Frequently Asked Questions
How often should I update my business website content?
For most UK businesses, a monthly blog post and a quarterly review of service pages is a good starting point. Contact details, pricing, and team information should be updated as soon as anything changes. Leaving outdated information live costs you enquiries and makes your site look neglected.
Do WordPress plugin updates really matter for security?
Yes, they do. Patchstack’s 2025 research found that 92% of WordPress breaches came from plugins and themes, not the core WordPress software. Checking for updates at least once a week and applying security patches without delay is the minimum standard. Remove inactive plugins too, as they carry risk even when switched off.

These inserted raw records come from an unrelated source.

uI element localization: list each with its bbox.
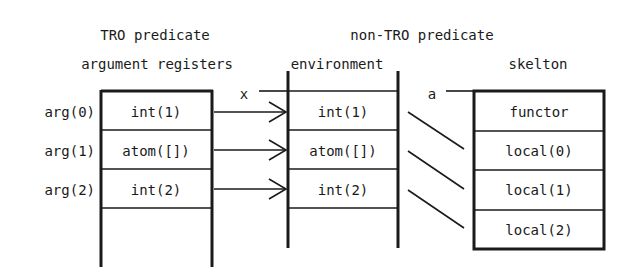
skelton-cell-local2: local(2) bbox=[505, 222, 572, 238]
pointer-label-a: a bbox=[428, 86, 436, 102]
row-label-arg1: arg(1) bbox=[44, 143, 95, 159]
title-tro-predicate: TRO predicate bbox=[100, 27, 210, 43]
tro-environment-diagram: TRO predicate argument registers non-TRO… bbox=[0, 0, 637, 276]
environment-cell-0: int(1) bbox=[318, 104, 369, 120]
register-cell-1: atom([]) bbox=[122, 143, 189, 159]
register-cell-0: int(1) bbox=[131, 104, 182, 120]
pointer-label-x: x bbox=[240, 86, 248, 102]
copy-arrows bbox=[214, 102, 286, 199]
register-cell-2: int(2) bbox=[131, 182, 182, 198]
skelton-link-lines bbox=[408, 112, 464, 228]
title-non-tro-predicate: non-TRO predicate bbox=[350, 27, 493, 43]
title-skelton: skelton bbox=[508, 56, 567, 72]
environment-cell-2: int(2) bbox=[318, 182, 369, 198]
skelton-cell-local1: local(1) bbox=[505, 182, 572, 198]
title-environment: environment bbox=[291, 56, 384, 72]
row-label-arg2: arg(2) bbox=[44, 182, 95, 198]
skelton-cell-functor: functor bbox=[509, 104, 568, 120]
skelton-cell-local0: local(0) bbox=[505, 143, 572, 159]
environment-cell-1: atom([]) bbox=[309, 143, 376, 159]
title-argument-registers: argument registers bbox=[81, 56, 233, 72]
row-label-arg0: arg(0) bbox=[44, 104, 95, 120]
environment-box bbox=[288, 71, 398, 248]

What happens if my SSL certificate expires?
Visitors see a security warning before your website loads, and most modern browsers actively discourage them from continuing. This damages trust immediately and can affect your search rankings over time. Check your SSL status at least twice a year and confirm that auto-renewal is set up and working.
How do I know if my business website needs a full redesign?

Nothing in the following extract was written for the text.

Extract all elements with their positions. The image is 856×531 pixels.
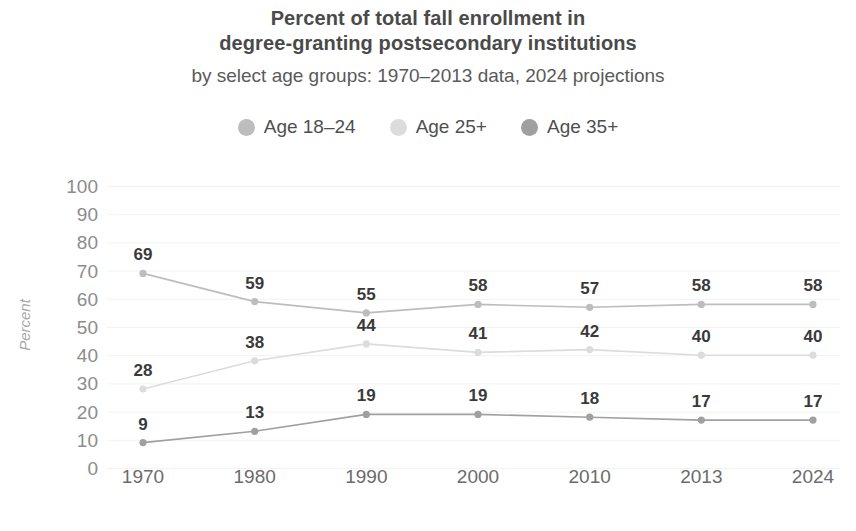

Key signs include poor performance on mobile devices, page load times that resist technical fixes, a design that looks dated against your competitors, or a structure that no longer matches your current services. If your website is more than four years old and has not had a meaningful update, a professional review is a sensible next step.
How much does website maintenance cost for a UK business?
Costs vary depending on what is included. A basic package covering plugin updates and security monitoring can start from a modest monthly fee. A fully managed service with performance checks, backups, and content updates costs more. The right option depends on how much time you have and how much risk you are comfortable carrying.
Can I handle WordPress maintenance myself?
You can, but it takes more time and care than most business owners expect. Updates need testing before they go live, and security issues require knowing what to look for. Many businesses start managing maintenance themselves and find it drifts down the priority list within a few weeks. A professional service tends to be the more reliable approach.
There is no single right answer to how often a website should be updated, because different parts of your site need different levels of attention. The worst schedule is the one that says “when I have time”, because that time rarely arrives.
UK IT Services helps businesses across the UK keep their websites secure, fast, and up to date. Get in touch to find out what a regular website maintenance plan could look like for your business.